As Westminster fixates on the latest row over alleged Chinese espionage, the story that really matters for most is unfolding quietly elsewhere. Chancellor Rachel Reeves is preparing her Autumn Budget for November 26 and has admitted on the record for the first time tax rises and spending cuts are on the table.


Her message this week was clear: those with the "broadest shoulders should pay their fair share of tax.” But the reality is the pain could be far wider. Reeves has previously insisted she will not raise taxes that fall on working households, including income tax, National Insurance, or VAT. Yet with options increasingly limited, she may now be forced to revisit those pledges: with the Institute for Fiscal Studies warning the hole in the public finances is £22 billion deep, only big measures will do. Measures to ease cost of living pressures, such as mooted funding to reduce energy bills, would only add to the revenue the Reeves would have to find. The Government has already tried and failed to save £5 billion on welfare.

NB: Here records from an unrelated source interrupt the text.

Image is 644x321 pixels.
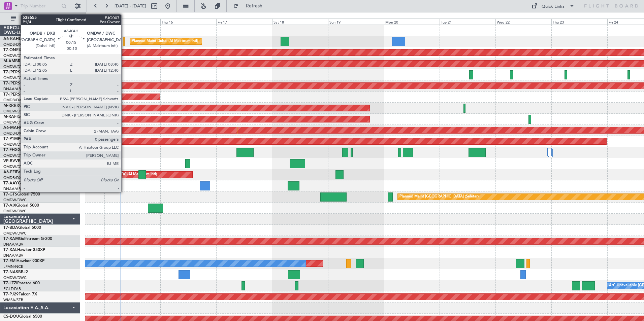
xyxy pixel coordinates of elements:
[3,170,16,174] span: A6-EFI
[87,13,98,19] div: [DATE]
[3,292,19,296] span: T7-PJ29
[3,198,26,203] a: OMDW/DWC
[3,70,42,74] span: T7-[PERSON_NAME]
[3,137,20,141] span: T7-P1MP
[3,159,28,163] a: VP-BVVBBJ1
[3,286,21,291] a: EGLF/FAB
[3,292,37,296] a: T7-PJ29Falcon 7X
[384,19,439,25] div: Mon 20
[105,19,160,25] div: Wed 15
[3,175,24,180] a: OMDB/DXB
[3,48,21,52] span: T7-ONEX
[439,19,495,25] div: Tue 21
[541,3,564,10] div: Quick Links
[400,191,478,201] div: Planned Maint [GEOGRAPHIC_DATA] (Seletar)
[3,281,17,285] span: T7-LZZI
[3,297,23,302] a: WMSA/SZB
[3,253,23,258] a: DNAA/ABV
[3,203,39,208] a: T7-AIXGlobal 5000
[3,114,17,118] span: M-RAFI
[3,81,42,85] span: T7-[PERSON_NAME]
[17,16,71,21] span: All Aircraft
[3,237,52,241] a: T7-XAMGulfstream G-200
[216,19,272,25] div: Fri 17
[57,169,157,180] div: Unplanned Maint [GEOGRAPHIC_DATA] (Al Maktoum Intl)
[3,170,34,174] a: A6-EFIFalcon 7X
[3,281,40,285] a: T7-LZZIPraetor 600
[3,37,19,41] span: A6-KAH
[3,159,18,163] span: VP-BVV
[3,153,26,158] a: OMDW/DWC
[3,259,16,263] span: T7-EMI
[3,181,18,185] span: T7-AAY
[3,114,40,118] a: M-RAFIGlobal 7500
[3,181,40,185] a: T7-AAYGlobal 7500
[3,237,19,241] span: T7-XAM
[3,70,65,74] a: T7-[PERSON_NAME]Global 7500
[3,148,17,152] span: T7-FHX
[3,270,18,274] span: T7-NAS
[7,13,73,24] button: All Aircraft
[3,164,26,169] a: OMDW/DWC
[528,1,578,11] button: Quick Links
[3,275,26,280] a: OMDW/DWC
[3,192,17,196] span: T7-GTS
[230,1,270,11] button: Refresh
[3,93,42,97] span: T7-[PERSON_NAME]
[3,259,44,263] a: T7-EMIHawker 900XP
[115,3,146,9] span: [DATE] - [DATE]
[3,93,65,97] a: T7-[PERSON_NAME]Global 6000
[3,81,65,85] a: T7-[PERSON_NAME]Global 6000
[551,19,607,25] div: Thu 23
[3,142,26,147] a: OMDW/DWC
[3,242,23,247] a: DNAA/ABV
[3,86,23,91] a: DNAA/ABV
[3,226,41,230] a: T7-BDAGlobal 5000
[495,19,551,25] div: Wed 22
[240,4,268,8] span: Refresh
[160,19,216,25] div: Thu 16
[3,126,20,130] span: A6-MAH
[272,19,328,25] div: Sat 18
[3,64,26,69] a: OMDW/DWC
[3,104,19,108] span: M-RRRR
[3,59,21,63] span: M-AMBR
[3,270,28,274] a: T7-NASBBJ2
[3,37,44,41] a: A6-KAHLineage 1000
[3,264,23,269] a: LFMN/NCE
[3,248,17,252] span: T7-XAL
[3,314,19,318] span: CS-DOU
[3,203,16,208] span: T7-AIX
[3,208,26,213] a: OMDW/DWC
[3,148,40,152] a: T7-FHXGlobal 5000
[3,126,43,130] a: A6-MAHGlobal 7500
[328,19,384,25] div: Sun 19
[131,36,198,47] div: Planned Maint Dubai (Al Maktoum Intl)
[3,248,45,252] a: T7-XALHawker 850XP
[3,59,43,63] a: M-AMBRGlobal 5000
[3,231,26,236] a: OMDW/DWC
[3,48,40,52] a: T7-ONEXFalcon 8X
[3,186,23,191] a: DNAA/ABV
[3,226,18,230] span: T7-BDA
[3,131,24,136] a: OMDB/DXB
[3,53,26,58] a: OMDW/DWC
[3,98,24,103] a: OMDB/DXB
[3,192,40,196] a: T7-GTSGlobal 7500
[3,75,26,80] a: OMDW/DWC
[21,1,59,11] input: Trip Number
[3,109,26,114] a: OMDW/DWC
[3,104,42,108] a: M-RRRRGlobal 6000
[3,120,26,125] a: OMDW/DWC
[3,42,24,47] a: OMDB/DXB
[3,137,37,141] a: T7-P1MPG-650ER
[3,314,42,318] a: CS-DOUGlobal 6500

There are only a handful of measure which raise multiple billions at a time. Putting 1p on the basic rate of income tax raises about £8 billion. Increasing VAT to 22.5% could raise as much as £15 billion. Further changes to National Insurance or amending pension tax reliefs can also raise big sums – but all these changes come with huge downsides as they variously hit people’s cost of living, drive up inflation even higher or risk sending vital workers like doctors out on strike. None of this is good for growth – supposedly Reeves’ top priority.


Politically, the Chancellor is walking a tightrope. Shrinking headroom and a large fiscal gap mean the trade-off is stark: raising taxes on working households risks breaking promises and damaging Labour’s credibility. On the other hand, avoiding those measures could mean tighter spending, slower growth, and a dampening of the economy’s potential. Either path carries immense political and economic costs.


Viewed cooly from outside the Treasury, the goal has to be to make choices which will look correct in three years’ time when the next General Election arrives, even if that means more short term political pain. 


Unfortunately for the Chancellor, much of politics will be more interested in whether the Budget looks smart three days or three weeks after the Budget, long before it’s ever implemented.


Reeves has to simultaneously take the correct hard choices and then have the political steel to stand behind them. It’s much easier said than done, but may define the survival of the Government.